In this post, I'll share how we structure our documentation for Rivet to make it easy for AI-powered tools to understand and use.
AI-powered coding assistants thrive when they have clear, structured, and accessible documentation. The more explicit and machine-readable your docs are, the better these tools can:
By structuring your documentation to be AI-friendly, you help AI assistants guide developers more effectively—lowering support requests and increasing adoption.
LLMs like the ones powering Cursor, Windsurf, and Claude Code need information in a way that is both human-readable and structured for AI parsing. Here's how to do it:
The prompt.txt file acts as a cheat sheet for LLMs, helping them understand your product's conventions. It should include:
This helps AI tools stay on track when assisting developers, ensuring they generate useful, on-brand code.

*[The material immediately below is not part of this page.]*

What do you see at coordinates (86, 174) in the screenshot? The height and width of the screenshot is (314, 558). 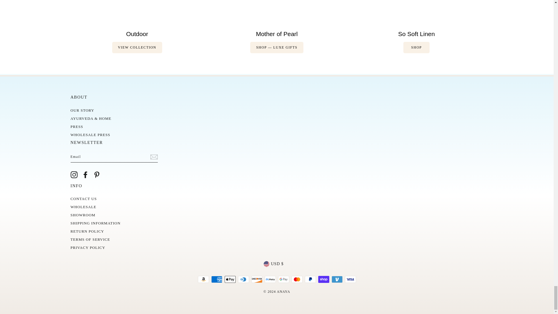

llms.txt is designed for AI reasoning engines to index and understand your project. This file provides:
By including llms.txt in your docs, you allow AI-powered assistants to ingest and recall relevant details, making their suggestions more aligned with your ecosystem.

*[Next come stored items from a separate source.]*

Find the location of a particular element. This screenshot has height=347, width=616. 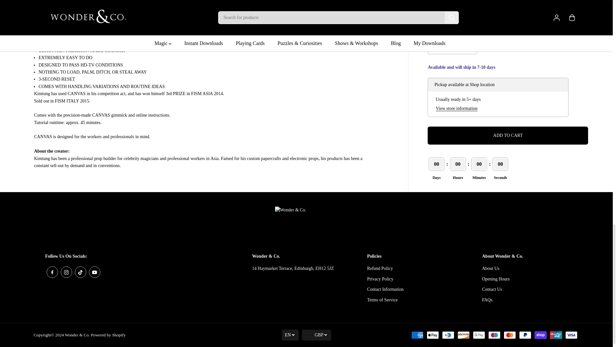

Discover is located at coordinates (463, 335).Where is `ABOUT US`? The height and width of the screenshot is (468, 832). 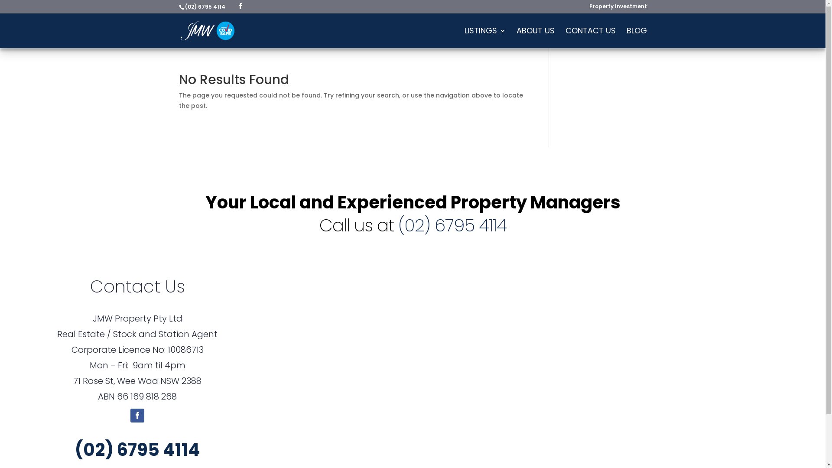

A common format that AI tools parse well is Markdown. Hosting your docs in an LLM-friendly format like Docs as Markdown ensures that:
Developers using AI-assisted coding environments like Cursor and Windsurf benefit when your documentation is optimized for AI readability.
How to improve integration with these tools:
By formatting your docs to work well with AI-powered coding assistants, you reduce friction for developers integrating your product into their workflow.
If developers are using AI-powered tools like Cursor, Windsurf, and Claude Code to build with your product, your docs need to be AI-friendly.
By structuring your documentation for AI, you make it easier for developers to use your product—without requiring them to read every page manually. The AI does the work for them, and that's the future of documentation.